The ticking timeline of our lives forces us to find closures to everything. Fixing it. Find a natural end to the problem at hand. An itch waiting to be scratched occupies the headspace like a necessary addition to the course of it. We’ve started treating everything as a problem. Awaiting a solution.

I watched the 3-part series on Bill Gates, aptly titled, ‘Inside Bill’s Mind’ today, where the Microsoft founder is trying to find solutions to world problems. Drainage, Polio and Nuclear power. Occupying his mind, investing his energy and resources and a quest to get a handle on things that matter to him.

It’s interesting that even for a man, who is one of the richest and most influential persons on the planet, the problem expands multidimensionally. Not that there isn’t progress. Efforts do yield results if you work towards it. But there isn’t a finality to it. A definitive closure. One gives way to another. And, Bill isn’t alone in that.

The obscurity of our mind and the ways we try to push it, knock it for answers and command it to find solutions, is insane. Pestering it to dive into uncertain waters to bring us a semblance of a fitting answer is so common that we don’t think twice. We don’t give that poor organ, a break. Even when it tries to give us signs of an abrupt slowdown, by tiring us-our bodies, making us frustrated and irritated at our cores. A break? Naah!

Definitive goals are good. Going after those goals, with all our might, is even better. Keeps us focused and occupied when existentialism winks us as we age.

Achieving it, fixing it, finding an answer or bringing an end is all a finality. Like a sentence awaiting a full stop. Like, the lives we live.

Should our lives be defined by the start and end of our existence? Like, the problems we keep trying to fix? Or the answer we want to find?

Or, let’s make an attempt to live it. To breathe. And pause. Not everything has to be fixed.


What you are asked to do: For this task, extract exactly the lines of the data below, from the line containing "Convert this screenshot" through the last one, with pictures left out.

Input records:
[Start of Attachment]
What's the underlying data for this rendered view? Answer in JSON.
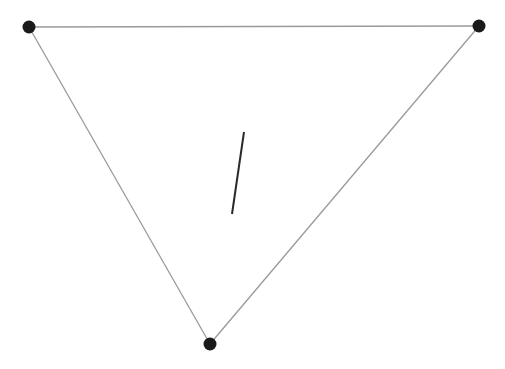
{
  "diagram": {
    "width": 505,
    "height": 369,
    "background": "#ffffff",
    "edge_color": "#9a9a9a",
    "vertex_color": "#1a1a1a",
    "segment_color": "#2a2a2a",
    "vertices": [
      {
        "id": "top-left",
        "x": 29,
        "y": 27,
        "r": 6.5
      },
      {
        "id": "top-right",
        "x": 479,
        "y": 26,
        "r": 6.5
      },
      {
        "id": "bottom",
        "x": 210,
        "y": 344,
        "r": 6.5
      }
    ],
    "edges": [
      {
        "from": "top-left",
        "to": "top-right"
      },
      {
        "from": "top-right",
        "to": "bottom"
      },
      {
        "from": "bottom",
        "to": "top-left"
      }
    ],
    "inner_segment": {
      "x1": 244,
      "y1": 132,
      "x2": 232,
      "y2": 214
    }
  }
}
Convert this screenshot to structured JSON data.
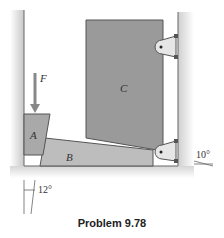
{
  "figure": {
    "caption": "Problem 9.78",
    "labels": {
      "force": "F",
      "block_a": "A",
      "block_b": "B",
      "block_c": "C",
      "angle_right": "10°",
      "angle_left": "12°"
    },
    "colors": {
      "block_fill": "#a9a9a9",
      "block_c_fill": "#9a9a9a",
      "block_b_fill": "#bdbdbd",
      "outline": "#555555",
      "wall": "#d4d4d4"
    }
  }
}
[End of Attachment]
Answer:
Convert this screenshot to structured JSON data.
{
  "figure": {
    "caption": "Problem 9.78",
    "labels": {
      "force": "F",
      "block_a": "A",
      "block_b": "B",
      "block_c": "C",
      "angle_right": "10°",
      "angle_left": "12°"
    },
    "colors": {
      "block_fill": "#a9a9a9",
      "block_c_fill": "#9a9a9a",
      "block_b_fill": "#bdbdbd",
      "outline": "#555555",
      "wall": "#d4d4d4"
    }
  }
}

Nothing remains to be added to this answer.